If you’re as chronically online as most of the IFLScience staff are, chances are you’ve come across the desert rain frog. These tiny, squat anurans found viral fame with their squeaky, high-pitched voices and delightfully grumpy expressions, but behind all the cuteness and memes are serious threats to the future of this unique species.
The desert rain frog (Breviceps macrops), going against most of frog-kind, has adapted to live its unusual life under the hot sand of the southern African desert instead of more typical moist rainforests and wetlands.
The species is only found in one place in the world: a very small range on the Namaqualand coast of South Africa and into Namibia, where it remains buried in the dunes, only surfacing to breed and feed.
With a round body, short limbs, little shovels for feet, a squeak like a dog toy, and a permanently grumpy expression on its face (it's not just you feeling judged), it's no wonder it's captured the hearts of those both on and offline.
Unfortunately, this may be contributing to the threats it also faces – diamond mining and infrastructure building in its unique habitat – that has led the IUCN to change the frog's risk status listing from Near Threatened to Vulnerable on its famous Red List.
“Without conservation action, the population is expected to decline by 20% in the next decade,” the IUCN said in a statement.
The tiny frog, around the size of a marshmallow, can hotfoot it – and by hotfoot we mean waddle – 38 meters (124 feet) in a single night. This is equivalent to a human walking a mile.
“Its legs are paddle-like, it almost waddles across the sand like one of those wind-up swimming frogs," Sarah Walsh, an assistant producer at BBC Studios Natural History Unit, told IFLScience when A Perfect Planet, featuring the desert rain frog, came out in 2024.
“Patience is a virtue, and these little frogs are really the most patient creatures I have met,” she added.
“They patiently wait underground for those foggy nights where they might be able to get some hydration and then patiently call out and hope they find a mate. The population is small and their habitat very vast, they really have to have the patience and hope that they get lucky... literally.”
The frogs' sand dune habitat is only 10 kilometers (6 miles) wide, so the entire desert rain frog population is increasingly at risk from habitat loss and changes to its environment.
The IUCN has changed the frog's Red List category to reflect the threats, like diamond mining, to this habitat and the potential implications on the population of desert rain frogs. The biggest impact is a green hydrogen project, which could impact one-third of the frogs' range within South Africa and two-thirds in Namibia.
Its viral fame may have brought attention to it for people to get behind conservation of the little weirdo, but it is also now potentially under threat from collectors seeking to fill the demand in the pet trade. Cute as they are, the desert rain frog has adapted to its very specific habitat; it's best to leave them where they are.
“Among all the frogs in the world, this one has got a really unique breeding, biology, physical features, morphology,” Louis du Preez of the African Amphibian Conservation Research Group, and North-West University told the Guardian.
“They don’t occur anywhere else in the world.”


■ INSTRUCTIONS FOR THE TASK
Below are records; work out how many of their lines hold the string "chart" and give that number alone.
***** SUPPLIED MATERIAL *****
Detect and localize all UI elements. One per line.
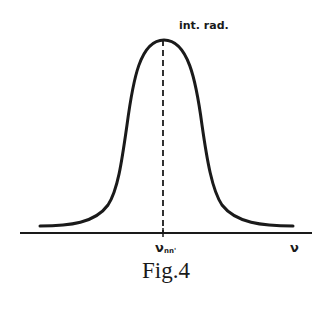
peak-position-subscript: nn': [164, 247, 176, 255]
peak-label: int. rad.: [179, 19, 229, 32]
line-profile-curve: [40, 40, 293, 226]
axis-label: ν: [290, 240, 299, 255]
figure-caption: Fig.4: [0, 258, 332, 284]
peak-position-label: ν: [155, 240, 164, 255]
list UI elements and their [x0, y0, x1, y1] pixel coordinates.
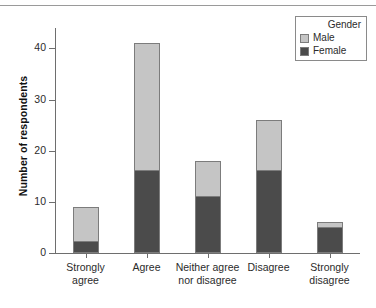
- x-axis-tick: [208, 253, 209, 258]
- bar-segment-male: [257, 121, 281, 171]
- x-axis-tick: [269, 253, 270, 258]
- bar-segment-female: [74, 242, 98, 252]
- y-axis-tick-label: 20: [20, 145, 46, 155]
- legend-label-female: Female: [313, 45, 346, 57]
- y-axis-tick-label: 10: [20, 196, 46, 206]
- x-axis-tick: [330, 253, 331, 258]
- figure-top-rule: [0, 5, 376, 6]
- y-axis-tick-label: 40: [20, 42, 46, 52]
- x-axis-tick: [147, 253, 148, 258]
- bar-segment-female: [318, 228, 342, 252]
- legend-label-male: Male: [313, 32, 335, 44]
- bar-segment-male: [196, 162, 220, 197]
- bar-1: [134, 43, 160, 253]
- bar-segment-female: [196, 197, 220, 252]
- legend: Gender Male Female: [295, 16, 367, 61]
- legend-swatch-female-icon: [300, 47, 309, 56]
- chart-figure: Number of respondents 010203040 Strongly…: [0, 0, 376, 308]
- bar-segment-female: [257, 171, 281, 252]
- x-axis-tick: [86, 253, 87, 258]
- bar-segment-male: [135, 44, 159, 171]
- x-axis-category-label: Strongly disagree: [291, 261, 369, 286]
- bar-2: [195, 161, 221, 253]
- y-axis-tick-label: 30: [20, 94, 46, 104]
- bar-segment-male: [74, 208, 98, 242]
- plot-area: [55, 28, 360, 253]
- y-axis-tick-label: 0: [20, 247, 46, 257]
- y-axis-tick: [49, 253, 55, 254]
- legend-swatch-male-icon: [300, 34, 309, 43]
- legend-item-female: Female: [300, 45, 362, 57]
- bar-3: [256, 120, 282, 253]
- legend-item-male: Male: [300, 32, 362, 44]
- bar-4: [317, 222, 343, 253]
- bar-0: [73, 207, 99, 253]
- bar-segment-female: [135, 171, 159, 252]
- legend-title: Gender: [300, 19, 362, 31]
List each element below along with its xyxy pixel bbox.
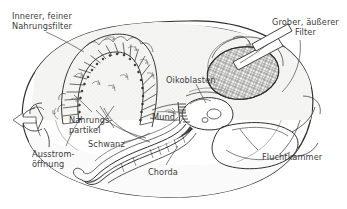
label-outflow-opening: Ausstrom- öffnung — [32, 150, 75, 169]
label-food-particles-line2: partikel — [69, 126, 112, 136]
label-inner-filter: Innerer, feiner Nahrungsfilter — [12, 12, 72, 31]
label-food-particles: Nahrungs- partikel — [69, 116, 112, 135]
label-tail: Schwanz — [88, 140, 125, 150]
label-tail-line1: Schwanz — [88, 140, 125, 150]
label-oikoblasts: Oikoblasten — [166, 76, 215, 86]
label-escape-chamber-line1: Fluchtkammer — [262, 153, 322, 163]
figure-canvas: Innerer, feiner Nahrungsfilter Grober, ä… — [0, 0, 347, 209]
label-oikoblasts-line1: Oikoblasten — [166, 76, 215, 86]
label-outflow-opening-line2: öffnung — [32, 160, 75, 170]
label-coarse-filter-line2: Filter — [272, 28, 339, 38]
label-notochord-line1: Chorda — [148, 168, 178, 178]
label-coarse-filter: Grober, äußerer Filter — [272, 18, 339, 37]
label-mouth-line1: Mund — [152, 113, 175, 123]
label-inner-filter-line2: Nahrungsfilter — [12, 22, 72, 32]
label-escape-chamber: Fluchtkammer — [262, 153, 322, 163]
label-mouth: Mund — [152, 113, 175, 123]
label-notochord: Chorda — [148, 168, 178, 178]
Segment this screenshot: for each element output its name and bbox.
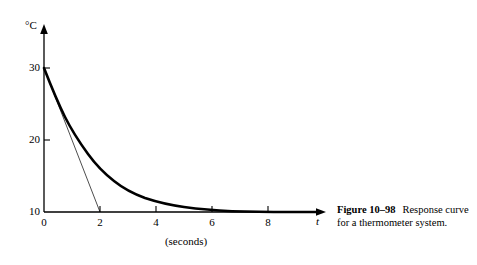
x-tick-label-2: 2 xyxy=(92,217,108,228)
x-tick-label-4: 4 xyxy=(148,217,164,228)
y-tick-label-30: 30 xyxy=(20,62,40,73)
x-axis-title: (seconds) xyxy=(143,236,229,247)
y-tick-label-10: 10 xyxy=(20,206,40,217)
x-axis-symbol-label: t xyxy=(316,216,319,227)
y-tick-label-20: 20 xyxy=(20,134,40,145)
figure-caption: Figure 10–98Response curve for a thermom… xyxy=(337,203,470,229)
x-tick-label-8: 8 xyxy=(260,217,276,228)
figure-caption-label: Figure 10–98 xyxy=(337,204,395,215)
x-tick-label-0: 0 xyxy=(36,217,52,228)
x-tick-label-6: 6 xyxy=(204,217,220,228)
y-axis xyxy=(40,24,48,212)
response-curve-path xyxy=(44,68,318,212)
figure-container: °C 30 20 10 0 2 4 6 8 t (seconds) Figure… xyxy=(0,0,477,265)
y-axis-unit-label: °C xyxy=(25,20,37,31)
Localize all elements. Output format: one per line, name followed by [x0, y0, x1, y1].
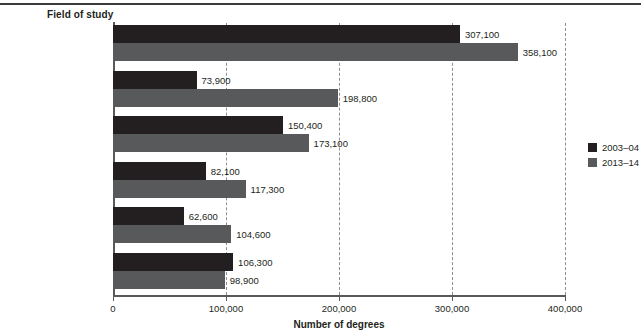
legend-label: 2013–14 [602, 157, 639, 168]
bar [113, 25, 460, 43]
legend-item[interactable]: 2013–14 [588, 156, 639, 169]
bar-value-label: 104,600 [236, 229, 270, 240]
bar [113, 116, 283, 134]
bar [113, 225, 231, 243]
bar-value-label: 73,900 [202, 75, 231, 86]
plot-area [113, 23, 565, 295]
gridline [339, 23, 341, 295]
bar [113, 207, 184, 225]
bar-value-label: 150,400 [288, 120, 322, 131]
bar-value-label: 198,800 [343, 93, 377, 104]
legend-item[interactable]: 2003–04 [588, 141, 639, 154]
y-axis-title: Field of study [47, 9, 113, 20]
bar-value-label: 98,900 [230, 275, 259, 286]
x-axis-title: Number of degrees [113, 319, 565, 330]
bar-value-label: 307,100 [465, 29, 499, 40]
bar-value-label: 62,600 [189, 211, 218, 222]
x-tick-mark [452, 296, 453, 301]
bar [113, 180, 246, 198]
gridline [452, 23, 454, 295]
legend-swatch-icon [588, 143, 597, 152]
bar [113, 134, 309, 152]
legend: 2003–04 2013–14 [588, 141, 639, 171]
bar-value-label: 117,300 [251, 184, 285, 195]
x-tick-label: 400,000 [548, 303, 582, 314]
x-tick-mark [339, 296, 340, 301]
bar [113, 271, 225, 289]
legend-label: 2003–04 [602, 142, 639, 153]
bar [113, 89, 338, 107]
chart-figure: Field of study 0100,000200,000300,000400… [0, 0, 641, 333]
top-rule [0, 3, 641, 5]
x-tick-label: 300,000 [435, 303, 469, 314]
bar-value-label: 106,300 [238, 257, 272, 268]
bar [113, 71, 197, 89]
x-tick-mark [565, 296, 566, 301]
bar-value-label: 173,100 [314, 138, 348, 149]
x-tick-label: 200,000 [322, 303, 356, 314]
bar [113, 43, 518, 61]
x-tick-mark [226, 296, 227, 301]
bar-value-label: 358,100 [523, 47, 557, 58]
bar [113, 253, 233, 271]
x-tick-label: 100,000 [209, 303, 243, 314]
legend-swatch-icon [588, 158, 597, 167]
bar-value-label: 82,100 [211, 166, 240, 177]
bar [113, 162, 206, 180]
gridline [565, 23, 567, 295]
x-tick-mark [113, 296, 114, 301]
x-tick-label: 0 [110, 303, 115, 314]
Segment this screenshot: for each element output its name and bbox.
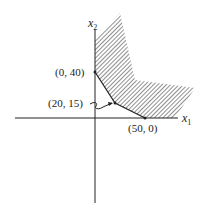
vertex-dot-20-15 [114,102,117,105]
feasible-region-diagram: x2 x1 (0, 40) (20, 15) (50, 0) [0,0,207,213]
vertex-dot-0-40 [94,71,97,74]
vertex-label-20-15: (20, 15) [48,97,83,110]
x2-axis-label: x2 [87,16,97,32]
hatched-region [95,13,195,118]
x1-axis-label: x1 [181,111,191,127]
vertex-label-0-40: (0, 40) [55,66,85,79]
pointer-arrowhead [108,102,113,106]
vertex-label-50-0: (50, 0) [128,122,158,135]
vertex-dot-50-0 [144,117,147,120]
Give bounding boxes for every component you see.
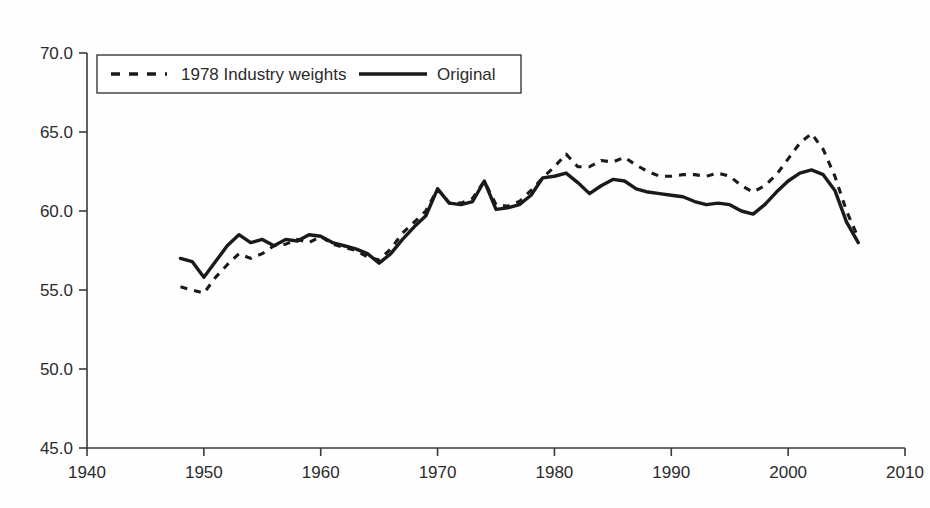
*****
■ TASK OUTPUT
2